Although I’m a city boy, born and bred, I entertain a picture of myself as someone equally at ease in rural settings. I tell myself I have a foot in both worlds. I’m used to sirens in the middle of the night, the continuous roar of traffic, crazy people screaming at the sky. But I’m reserved by nature, quiet, reflective. If I had lived in medieval Europe, people might have taken me for a monk. Given my personality, it’s understandable then that every so often I feel an need to escape from the city. These times of retreat are even more valuable to me during the Covid-19 pandemic when it feels like I’m in an Edgar Allen Poe story where the walls are closing in around me.
And so I find myself up before sunrise, watching fog settle over an Ontario lake, enjoying the illusion of a pristine wilderness as docks and cottages vanish in the mist. Then the Canada Geese start up. There are flocks of them (or is it gaggles?) in every tiny cove. They are obnoxious. They remind me of city neighbours who go at one another across balconies. They honk louder than city cars. They’re filthy. They carpet the shoreline in green knots of shit. To take photographs in the fog, I tread carefully as if I’m a soldier on D-Day trying to avoid land mines.
So much for nature. So much for the contemplative life. I’d find more peace in the city.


▸ Directions for this task
Among the entries, which lines carry the string "JSON"? Copy every one.

▸ Figure dataset records
◇ ◇ ◇ ◇

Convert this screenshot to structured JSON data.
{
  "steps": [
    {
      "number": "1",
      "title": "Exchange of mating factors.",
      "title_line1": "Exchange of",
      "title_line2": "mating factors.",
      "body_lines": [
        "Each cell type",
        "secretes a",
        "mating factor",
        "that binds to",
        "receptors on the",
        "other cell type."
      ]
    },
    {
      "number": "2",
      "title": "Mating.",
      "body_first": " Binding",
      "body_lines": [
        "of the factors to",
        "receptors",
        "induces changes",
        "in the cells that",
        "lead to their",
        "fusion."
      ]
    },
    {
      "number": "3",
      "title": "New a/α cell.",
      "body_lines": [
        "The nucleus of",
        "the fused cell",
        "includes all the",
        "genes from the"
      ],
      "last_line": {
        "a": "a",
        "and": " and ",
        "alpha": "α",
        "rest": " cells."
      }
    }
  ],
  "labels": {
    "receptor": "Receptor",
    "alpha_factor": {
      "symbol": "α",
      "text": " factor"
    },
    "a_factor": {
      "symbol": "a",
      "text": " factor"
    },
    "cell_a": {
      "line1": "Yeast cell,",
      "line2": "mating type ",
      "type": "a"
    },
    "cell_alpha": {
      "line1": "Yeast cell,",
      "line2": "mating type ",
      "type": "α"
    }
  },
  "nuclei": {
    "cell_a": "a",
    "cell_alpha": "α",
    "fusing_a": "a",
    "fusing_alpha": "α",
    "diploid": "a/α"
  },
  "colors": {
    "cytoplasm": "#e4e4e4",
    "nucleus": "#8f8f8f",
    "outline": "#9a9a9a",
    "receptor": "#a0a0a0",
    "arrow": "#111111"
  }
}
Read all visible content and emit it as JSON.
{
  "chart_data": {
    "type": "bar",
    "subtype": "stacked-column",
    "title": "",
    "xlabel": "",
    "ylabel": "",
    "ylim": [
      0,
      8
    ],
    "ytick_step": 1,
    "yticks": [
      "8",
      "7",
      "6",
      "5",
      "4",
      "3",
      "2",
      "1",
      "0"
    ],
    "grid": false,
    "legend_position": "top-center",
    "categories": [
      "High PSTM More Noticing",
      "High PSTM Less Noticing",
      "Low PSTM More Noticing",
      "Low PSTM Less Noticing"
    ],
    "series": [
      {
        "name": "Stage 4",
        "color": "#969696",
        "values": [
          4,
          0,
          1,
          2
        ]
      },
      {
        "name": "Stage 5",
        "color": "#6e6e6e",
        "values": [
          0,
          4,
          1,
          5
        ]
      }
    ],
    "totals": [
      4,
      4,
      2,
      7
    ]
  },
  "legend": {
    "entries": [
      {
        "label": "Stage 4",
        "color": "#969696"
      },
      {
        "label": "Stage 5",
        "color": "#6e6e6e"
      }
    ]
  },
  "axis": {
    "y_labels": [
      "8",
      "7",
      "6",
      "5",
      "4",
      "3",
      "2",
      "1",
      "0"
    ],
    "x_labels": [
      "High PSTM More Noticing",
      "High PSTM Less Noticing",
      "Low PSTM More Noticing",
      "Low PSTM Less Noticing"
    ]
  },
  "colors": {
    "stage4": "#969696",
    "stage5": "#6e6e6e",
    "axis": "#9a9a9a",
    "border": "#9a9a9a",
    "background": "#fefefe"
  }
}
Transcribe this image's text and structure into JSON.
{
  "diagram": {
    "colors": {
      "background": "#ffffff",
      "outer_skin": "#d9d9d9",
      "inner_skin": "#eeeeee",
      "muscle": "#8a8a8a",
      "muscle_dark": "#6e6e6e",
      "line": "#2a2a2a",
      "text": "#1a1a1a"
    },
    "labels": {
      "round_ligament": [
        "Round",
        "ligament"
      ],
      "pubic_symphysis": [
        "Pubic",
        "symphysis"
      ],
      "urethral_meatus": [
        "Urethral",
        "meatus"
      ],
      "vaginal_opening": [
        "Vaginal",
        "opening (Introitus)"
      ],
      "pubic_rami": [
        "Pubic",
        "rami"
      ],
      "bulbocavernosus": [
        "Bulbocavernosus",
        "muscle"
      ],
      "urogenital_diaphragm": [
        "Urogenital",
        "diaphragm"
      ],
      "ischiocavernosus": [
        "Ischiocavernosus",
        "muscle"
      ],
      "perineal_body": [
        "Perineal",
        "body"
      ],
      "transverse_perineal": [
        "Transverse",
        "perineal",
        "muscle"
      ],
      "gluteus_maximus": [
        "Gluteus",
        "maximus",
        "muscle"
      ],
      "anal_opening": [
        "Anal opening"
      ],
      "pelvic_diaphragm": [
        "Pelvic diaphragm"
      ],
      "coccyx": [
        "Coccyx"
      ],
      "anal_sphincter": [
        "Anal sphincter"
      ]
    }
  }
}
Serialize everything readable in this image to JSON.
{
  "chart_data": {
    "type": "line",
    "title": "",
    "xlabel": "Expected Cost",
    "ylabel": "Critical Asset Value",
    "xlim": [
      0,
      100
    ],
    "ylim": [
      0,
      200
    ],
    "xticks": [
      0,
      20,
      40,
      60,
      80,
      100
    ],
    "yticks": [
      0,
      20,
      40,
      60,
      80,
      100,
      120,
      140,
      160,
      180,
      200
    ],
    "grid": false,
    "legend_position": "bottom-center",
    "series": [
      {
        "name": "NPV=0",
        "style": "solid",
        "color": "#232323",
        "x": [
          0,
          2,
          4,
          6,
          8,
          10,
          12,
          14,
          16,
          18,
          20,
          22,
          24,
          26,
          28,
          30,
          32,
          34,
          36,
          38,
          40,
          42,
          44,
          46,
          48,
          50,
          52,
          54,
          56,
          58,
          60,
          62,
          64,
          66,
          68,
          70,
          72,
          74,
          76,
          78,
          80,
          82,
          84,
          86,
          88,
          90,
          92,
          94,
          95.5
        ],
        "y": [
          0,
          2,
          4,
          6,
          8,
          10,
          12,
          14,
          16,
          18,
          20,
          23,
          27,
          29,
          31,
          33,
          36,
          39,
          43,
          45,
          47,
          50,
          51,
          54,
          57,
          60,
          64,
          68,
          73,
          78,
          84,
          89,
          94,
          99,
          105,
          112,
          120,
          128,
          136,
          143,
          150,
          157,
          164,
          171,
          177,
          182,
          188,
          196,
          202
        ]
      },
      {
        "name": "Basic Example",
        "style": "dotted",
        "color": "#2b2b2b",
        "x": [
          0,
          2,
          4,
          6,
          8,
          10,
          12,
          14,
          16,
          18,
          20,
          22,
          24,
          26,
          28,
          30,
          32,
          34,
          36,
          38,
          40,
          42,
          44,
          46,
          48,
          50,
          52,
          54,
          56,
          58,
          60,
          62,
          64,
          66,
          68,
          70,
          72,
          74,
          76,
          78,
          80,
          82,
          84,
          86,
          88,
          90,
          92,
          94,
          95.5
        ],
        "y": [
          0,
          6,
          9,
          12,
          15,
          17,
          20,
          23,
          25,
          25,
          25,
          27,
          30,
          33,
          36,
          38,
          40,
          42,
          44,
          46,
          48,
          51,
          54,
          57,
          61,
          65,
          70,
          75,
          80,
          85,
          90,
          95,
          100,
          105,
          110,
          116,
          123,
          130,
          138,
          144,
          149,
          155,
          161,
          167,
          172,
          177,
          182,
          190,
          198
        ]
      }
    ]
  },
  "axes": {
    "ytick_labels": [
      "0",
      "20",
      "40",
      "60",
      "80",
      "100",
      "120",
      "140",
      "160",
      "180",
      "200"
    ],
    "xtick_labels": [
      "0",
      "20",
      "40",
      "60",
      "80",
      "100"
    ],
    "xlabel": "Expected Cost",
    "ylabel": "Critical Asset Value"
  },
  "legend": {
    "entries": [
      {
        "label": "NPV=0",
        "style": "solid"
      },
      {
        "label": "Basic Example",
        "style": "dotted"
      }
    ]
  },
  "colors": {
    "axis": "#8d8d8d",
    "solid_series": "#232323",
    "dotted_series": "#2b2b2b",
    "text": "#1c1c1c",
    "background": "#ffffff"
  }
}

◇ ◇ ◇ ◇

▸ Solution to the exercise
Convert this screenshot to structured JSON data.
Read all visible content and emit it as JSON.
Transcribe this image's text and structure into JSON.
Serialize everything readable in this image to JSON.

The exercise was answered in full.